You should absolutely charge extra for hand-cutting if that labor isn't already built into your price, as it can take substantially more time and time is money! Aymee VanDyke has an excellent series on this site about cookie costing/pricing, which is a good place to get grounded in basic pricing concepts. You can find it here: http://cookieconnection.juliau...rom-dough-to-dollars
But in a nutshell, here's how you figure this out: time how much longer it takes to cut each shape vs. a regular cookie and come up with a total (extra) time per # cookies. Apply your labor rate and a markup to that cost to cover overhead and make a profit; then divide by the number of cookies for a per unit price.
So, for example, if it takes you 2 more minutes per cookie to hand-cut, and you have 60 to make, then that's another 2 hours of time. If your standard labor rate (what you pay yourself or others is $10/hr), then the bare minimum you would charge (with no markup for profit or to cover overhead) would be $20/60 cookies or $.33/cookie. But depending on your mark-up and overhead, you may want to charge even more - up to $.50/cookie or more would be reasonable depending on the complexity of the shape.
I think it only serves you to be candid about the costs associated with the extra time, or you will eventually burn yourself out working for nothing. This info also forces the decision about cookie shape into the hands of the consumer. I betcha they opt for a simple cookie shape once they know the time and cost involved. But maybe not - and then everyone's happy!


Your goal
Look through the records below and copy each line that includes the word "short".

Extracted material
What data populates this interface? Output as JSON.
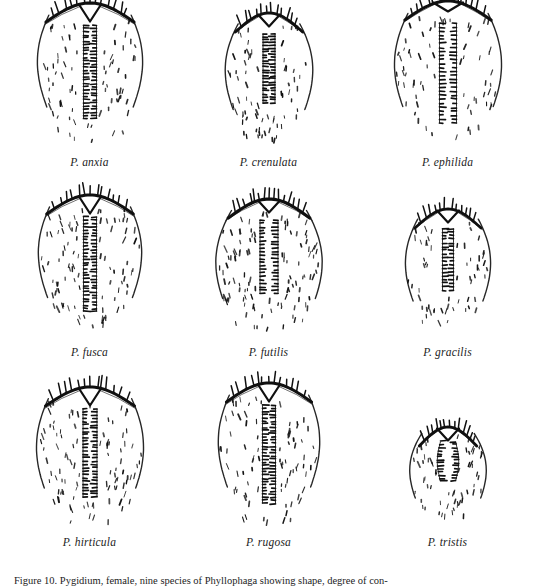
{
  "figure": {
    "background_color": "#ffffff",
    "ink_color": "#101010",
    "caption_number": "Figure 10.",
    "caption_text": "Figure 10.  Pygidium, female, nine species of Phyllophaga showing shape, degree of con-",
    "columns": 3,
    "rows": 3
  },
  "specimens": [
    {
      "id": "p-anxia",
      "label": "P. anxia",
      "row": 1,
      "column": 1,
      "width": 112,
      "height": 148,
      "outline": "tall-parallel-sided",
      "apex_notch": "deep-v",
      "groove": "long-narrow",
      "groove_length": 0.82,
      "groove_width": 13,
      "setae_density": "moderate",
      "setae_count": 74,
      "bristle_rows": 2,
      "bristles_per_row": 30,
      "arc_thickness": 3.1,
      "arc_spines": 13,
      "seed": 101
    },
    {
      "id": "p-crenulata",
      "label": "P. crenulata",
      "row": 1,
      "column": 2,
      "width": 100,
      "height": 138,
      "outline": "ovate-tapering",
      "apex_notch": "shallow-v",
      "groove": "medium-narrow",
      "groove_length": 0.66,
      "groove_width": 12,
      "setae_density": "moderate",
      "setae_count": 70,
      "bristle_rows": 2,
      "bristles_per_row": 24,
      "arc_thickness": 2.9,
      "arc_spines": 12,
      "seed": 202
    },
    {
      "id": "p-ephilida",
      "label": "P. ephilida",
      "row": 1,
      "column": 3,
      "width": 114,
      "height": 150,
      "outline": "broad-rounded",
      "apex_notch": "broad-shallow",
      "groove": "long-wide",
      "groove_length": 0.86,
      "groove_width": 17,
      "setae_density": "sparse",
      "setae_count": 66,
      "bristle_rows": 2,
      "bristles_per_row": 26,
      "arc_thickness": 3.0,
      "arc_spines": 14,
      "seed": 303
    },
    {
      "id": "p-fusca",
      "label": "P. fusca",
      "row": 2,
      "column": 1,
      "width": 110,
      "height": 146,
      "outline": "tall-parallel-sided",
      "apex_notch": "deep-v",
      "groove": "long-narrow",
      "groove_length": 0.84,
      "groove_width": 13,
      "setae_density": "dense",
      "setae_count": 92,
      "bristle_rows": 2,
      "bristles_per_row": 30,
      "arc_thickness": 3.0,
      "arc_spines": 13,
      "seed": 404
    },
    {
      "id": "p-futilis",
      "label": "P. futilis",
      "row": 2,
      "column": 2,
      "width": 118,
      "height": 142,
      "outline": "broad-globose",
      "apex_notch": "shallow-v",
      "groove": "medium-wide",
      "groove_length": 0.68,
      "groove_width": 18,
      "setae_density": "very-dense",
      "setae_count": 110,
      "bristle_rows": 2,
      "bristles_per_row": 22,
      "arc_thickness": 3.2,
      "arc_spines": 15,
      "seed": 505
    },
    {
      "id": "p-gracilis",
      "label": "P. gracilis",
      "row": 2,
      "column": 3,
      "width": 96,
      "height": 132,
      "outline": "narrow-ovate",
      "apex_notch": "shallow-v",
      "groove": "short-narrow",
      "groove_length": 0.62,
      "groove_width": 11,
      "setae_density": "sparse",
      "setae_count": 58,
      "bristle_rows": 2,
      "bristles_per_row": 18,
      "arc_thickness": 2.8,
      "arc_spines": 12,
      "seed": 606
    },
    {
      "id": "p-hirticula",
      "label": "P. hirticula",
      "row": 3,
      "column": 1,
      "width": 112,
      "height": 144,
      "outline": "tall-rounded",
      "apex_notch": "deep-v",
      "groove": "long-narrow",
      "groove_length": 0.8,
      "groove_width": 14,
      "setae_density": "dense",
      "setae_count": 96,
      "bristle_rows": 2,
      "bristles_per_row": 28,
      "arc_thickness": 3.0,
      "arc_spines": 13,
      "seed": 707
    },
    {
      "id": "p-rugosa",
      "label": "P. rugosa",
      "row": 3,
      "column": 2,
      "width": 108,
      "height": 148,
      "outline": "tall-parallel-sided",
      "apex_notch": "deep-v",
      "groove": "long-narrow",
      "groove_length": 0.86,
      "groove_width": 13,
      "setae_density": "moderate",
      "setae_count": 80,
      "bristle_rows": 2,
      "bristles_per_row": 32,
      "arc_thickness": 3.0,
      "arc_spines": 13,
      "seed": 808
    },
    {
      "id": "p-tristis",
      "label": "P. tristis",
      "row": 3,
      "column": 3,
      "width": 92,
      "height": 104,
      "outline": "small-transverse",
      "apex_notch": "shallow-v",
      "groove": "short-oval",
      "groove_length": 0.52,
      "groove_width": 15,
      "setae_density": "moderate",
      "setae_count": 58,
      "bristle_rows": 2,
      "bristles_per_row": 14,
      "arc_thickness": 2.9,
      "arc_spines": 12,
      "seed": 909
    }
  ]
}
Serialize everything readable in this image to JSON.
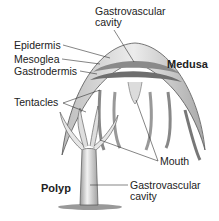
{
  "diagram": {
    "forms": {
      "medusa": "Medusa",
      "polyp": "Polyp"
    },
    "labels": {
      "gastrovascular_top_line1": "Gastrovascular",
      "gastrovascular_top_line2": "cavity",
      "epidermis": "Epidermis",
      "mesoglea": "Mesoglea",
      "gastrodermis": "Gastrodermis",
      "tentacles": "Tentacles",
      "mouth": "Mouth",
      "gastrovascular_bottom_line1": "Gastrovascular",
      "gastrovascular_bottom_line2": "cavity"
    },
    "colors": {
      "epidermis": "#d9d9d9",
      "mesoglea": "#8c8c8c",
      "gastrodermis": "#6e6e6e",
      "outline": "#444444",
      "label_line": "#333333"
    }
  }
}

Task output
      "groove": "short-narrow",
      "groove": "short-oval",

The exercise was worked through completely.